Reform Social Security by Eliminating the Payroll Tax?

Over at U.S. News, Dean Clancy argues that eliminating the payroll tax – and thus paying for social security out of general tax revenues – simplifies the problem of how to fix the program.

Why not supplant the payroll tax altogether, and as soon as possible? The payroll tax is the biggest tax most Americans pay, and regressive. It falls hardest on low-wage workers. Eliminating it would provide meaningful relief to every American wage-earner, with the greatest relief going to those who need the the help the most. Abolishing it would be economically beneficial and politically popular. To avoid increasing the deficit, we could raise or impose other taxes that are less regressive – although, to be honest, I’m not sure we really need to. If anything, America’s less-than-stellar economy could stand a tax cut right now, and what better kind of tax cut than one that reduces burdens on job creation?

I like $800 billion annual tax cuts as much as the next guy, but this just seems crazy to me.

3 comments:

JoeTheEconomist said...

Andrew, It is crazy. There is no tax cut. He simply wants to shift payroll taxes to income taxes. There is no tax-cut. The fact that he is promoting his idea as a tax-cut is telling about the writer.

Andrew G. Biggs said...

He actually argues for, at least temporarily, NOT backfilling with income tax revenues and just having it as a net tax cut. That strikes me as a bit nutty. Very quickly they would have to raise income taxes to fill the gap, which would be a pretty big increase.

WilliamLarsen said...

Increasing taxes is also bad politics, but a bit more politically acceptable, because there’s less pain per person: it’s spread over a larger population. There are about 59 million retirees, but 144 million workers.

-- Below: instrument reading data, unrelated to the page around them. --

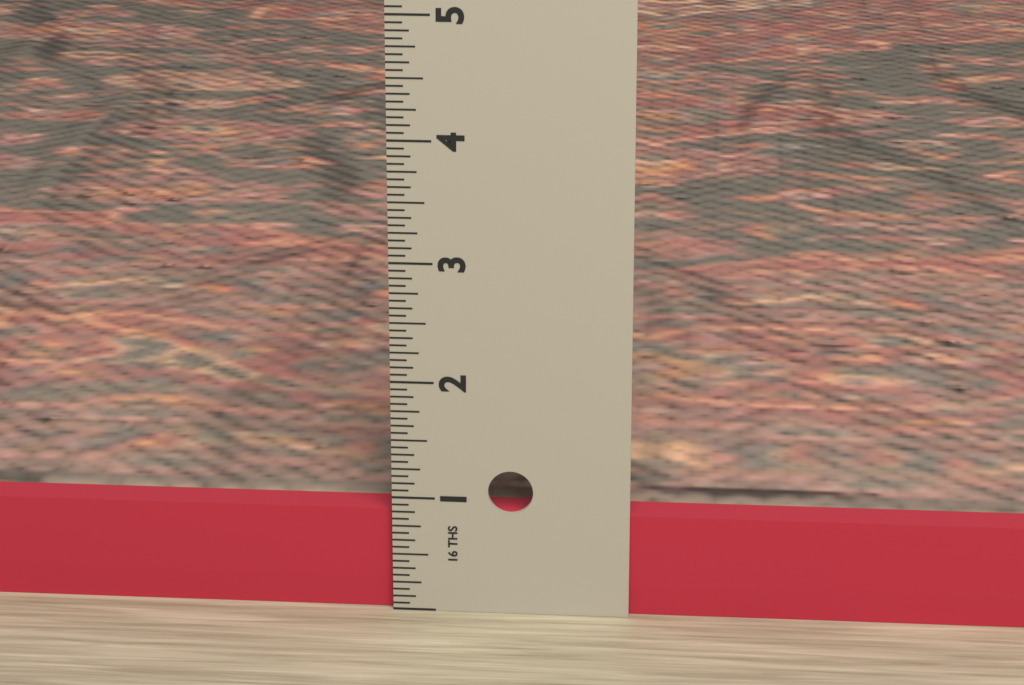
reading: 0.8750 in
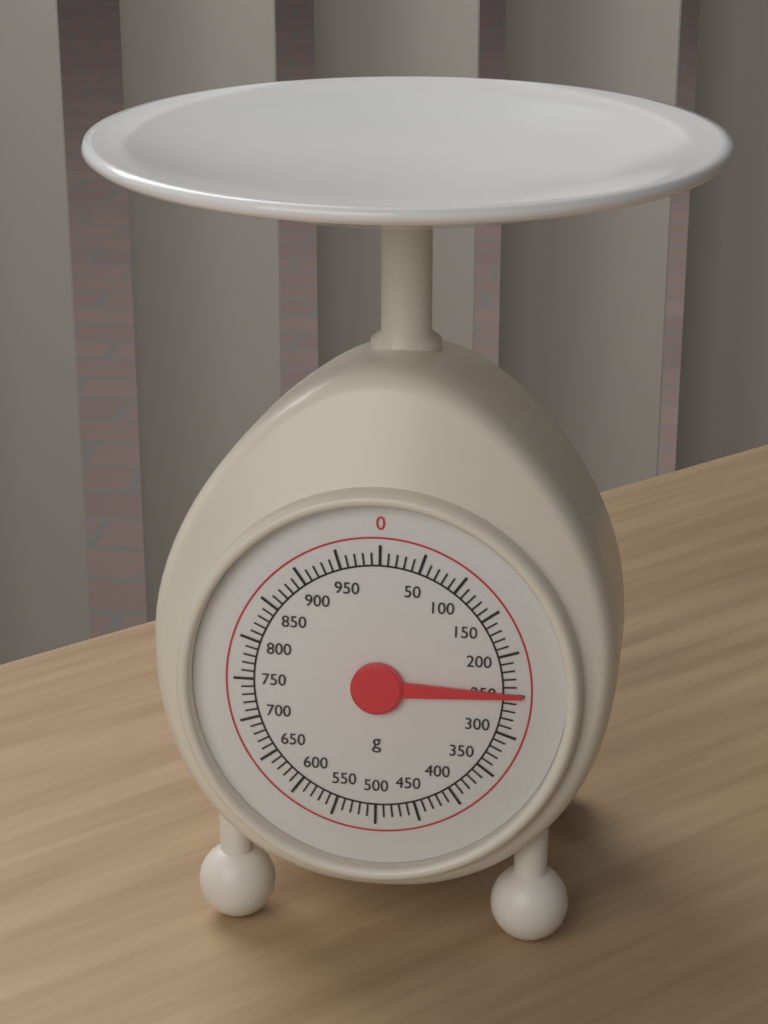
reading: 250 g
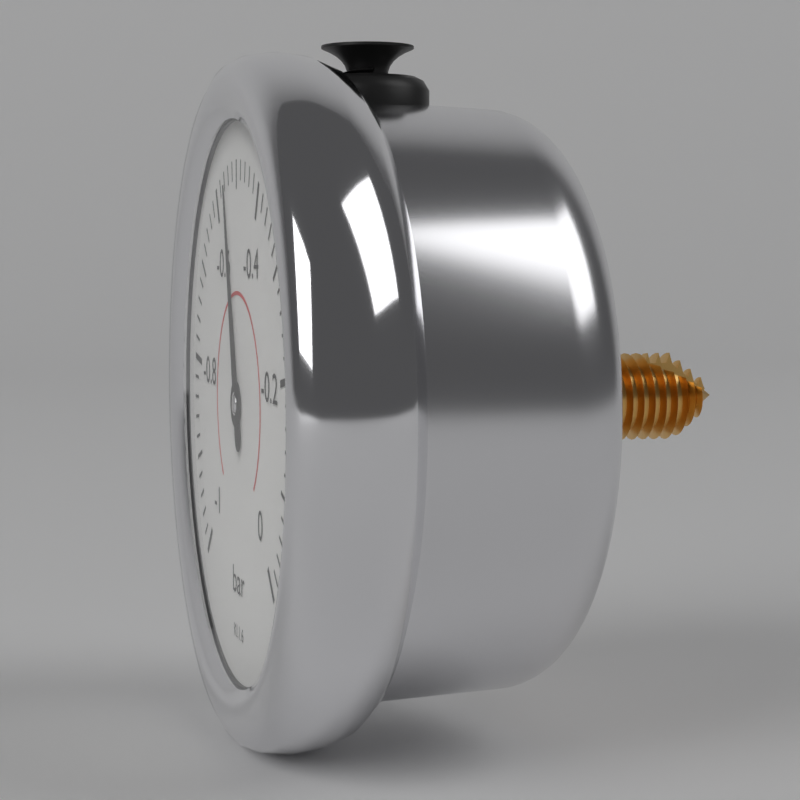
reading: -0.56 bar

Joe the Economist is correct, but more importantly, paying the payroll tax over working life time is for different from paying general income taxes over your life time. Either way if taxes get to high that taxpayers bulk, benefits get cut. But if everyone accepts higher income taxes, then retirees will pay more for their benefits which is in effect a benefit cut while workers pay more their entire life.

This writer cannot even solve a fifth grade math story problem.